“Ideas, more often than not, come in small fragments. I like to think about it as, in the other room, the puzzle is all together. But they keep flipping in, just one piece at a time.”
—David Lynch
It’s been a month
since the Han Exhibit went up at Culture House in DC, where my 6 minute film 엄마 나라 | Mother Land has been playing on loop to a gallery audience. The show came down, end of last week.
A lot of other things are coming to a close too—the long, sultry line of summer eliding into fall; soon, for many of us, Halloween; Thanksgiving; then Christmas.
It’s a time of change.
엄마 나라 | Mother Land is also about change. It was borne because of it, helped me ride it, resulted in more of it. While it was baring itself to strangers in a strange space, over and over again for what will have been 29 days, it, too has shifted. Among other things, it has moved farther from its beginning.
Today I reflect on that trajectory, and marvel at how, in the creative process, truly nothing goes to waste.
My previous project,
Chamoe, was a 2.5 minute film painted in Photoshop. It’s a very different film from 엄마 나라 | Mother Land. As meaningful a collaboration as it was with my mother, it was also driven by pragmatism. I leveraged it to become more technically proficient, explore the festival circuit, and develop a stronger opinion on style. 2000 hours and over 26,000 Photoshop layers later, I realized that I wanted to experiment more, particularly on the stylistic front. I wanted to spend more time storytelling, and less time in production.
After Chamoe wrapped in May of 2022, I began ramping up on what I thought would be my next film—Masks, an allegory about the Korean War.
엄마 나라 | Mother Land ended up being about the War too—but not in the way I expected.
Salman Rushdie once said that even when he knows what story he wants to tell, it can be difficult to find “the right door to go into the story.”
It took me almost a year
to find the door to 엄마 나라 | Mother Land. The information made itself available slowly, by fragments. It was my job to receive, and execute.
One of the ways I listened for signals was by making vignettes—short, looping animations. An early one would eventually introduce the final sequence of 엄마 나라 | Mother Land.
Some of the signals would come as I was falling asleep:
Along the way, there were what felt like stylistic breakthroughs:
The designer in me attempted, occasionally, to organize and outline:
In the fall, I saw Dad alive in person for the last time. Mom’s condition continued to decline, and my five-year relationship dissolved. During this period, I began sitting less with the Cintiq. I found myself gravitating instead toward paper. 18x24” drawing pads were particularly appealing to me, and working with them led to a gestural, and more open, line.

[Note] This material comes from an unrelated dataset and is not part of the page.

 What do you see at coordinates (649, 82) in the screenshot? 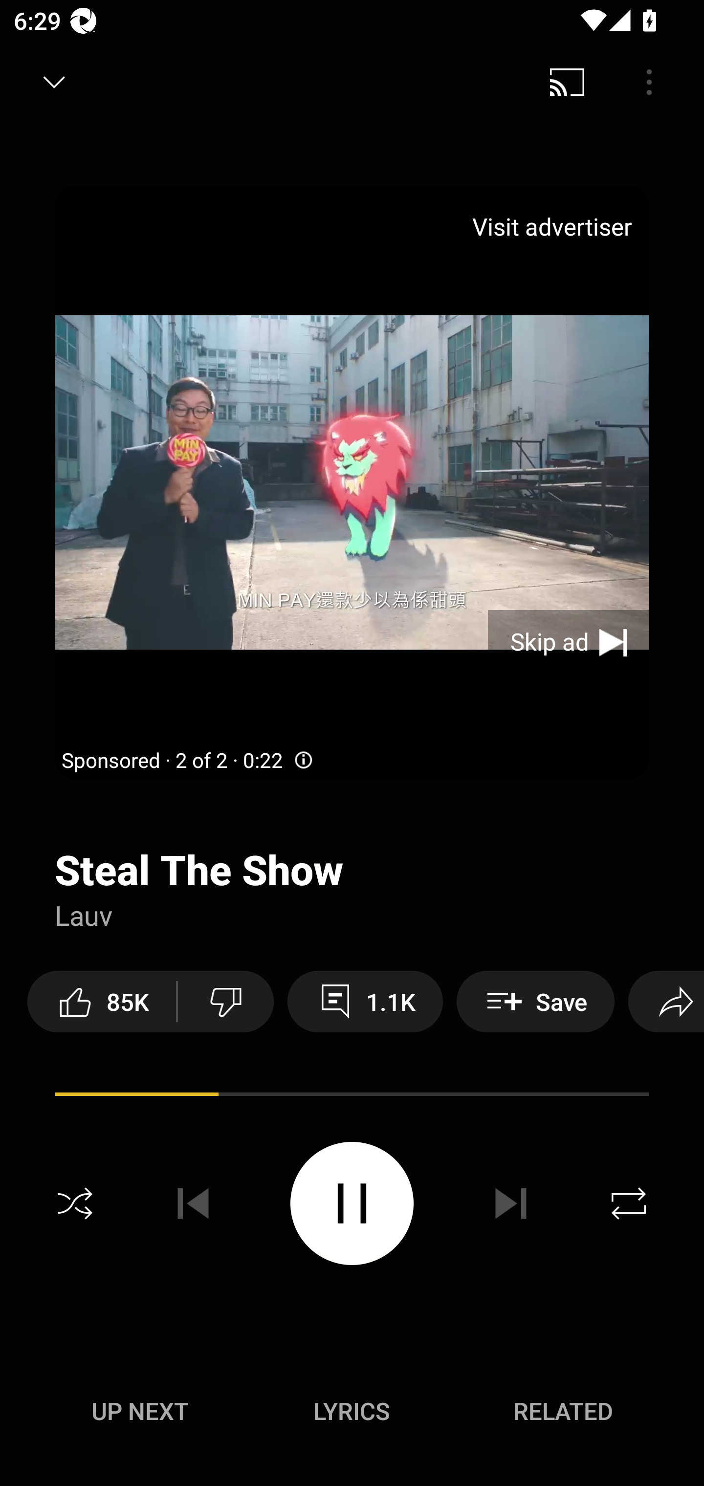
I see `Menu` at bounding box center [649, 82].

Maybe I just wanted a change, but it also made sense that I was craving ways of working that felt warmer; more physical and organic, than those provided by purely digital modes.
As Mom moved further out of reach, I drew deeper into abstractions:
By early December, Dad was no longer with us. I was also elsewhere; in some liminal shadowland of my own, alone. Re-entry began slowly; creative practice took months to stabilize. I leaned into ambiguity, and fragments.
I began trying new things in the studio, more often. I’d long been intrigued by phonotropes (animations on turntables), and despite friction—new hardware, math, After Effects expressions—I suddenly had the drive to explore in earnest.
Little did I know that for 엄마 나라 | Mother Land, the phonotrope would become the door. Pretty soon, I was watching stories come to life at 45 rpms.
“Finally, something starting to take shape,”
reads a journal entry from June 4, 2023. Only days prior, a sprint had kicked off with the curators for the Han exhibit. What began coming into view, would become 엄마 나라 | Mother Land, mere months later.
Sequencing and framing came together more easily once I began shooting footage. Still, the structure of the film started in a very different place than where it ended up:
I could never have planned this.
I never imagined that I’d be working with a turntable to animate stories, or that I’d be capable of trusting a project to come together without a plan. Somehow though, I was able to accept that all I could do was make time, and room, then capture as much signal to filter through, as possible.
I guess that’s a trajectory too.
Throughout this process, I’d generated a ton of notes, drawings, and vignettes as a part of signal-gathering. Also: storyboards, animatics, scripts. Some of these puzzle pieces flipped into the picture that became 엄마 나라 | Mother Land. Others remain unturned, for now.
What’s next?
I’ll be preparing 엄마 나라 | Mother Land for submission shortly. Details forthcoming.
First, I need to obtain music rights 🤞, transition at least one sequence from digital to watercolor, and clean up a few other things.
I still can’t believe that this film came out of me, and that I was able to commune with other human beings through it—between us hundreds of miles, walls, hours, and lives.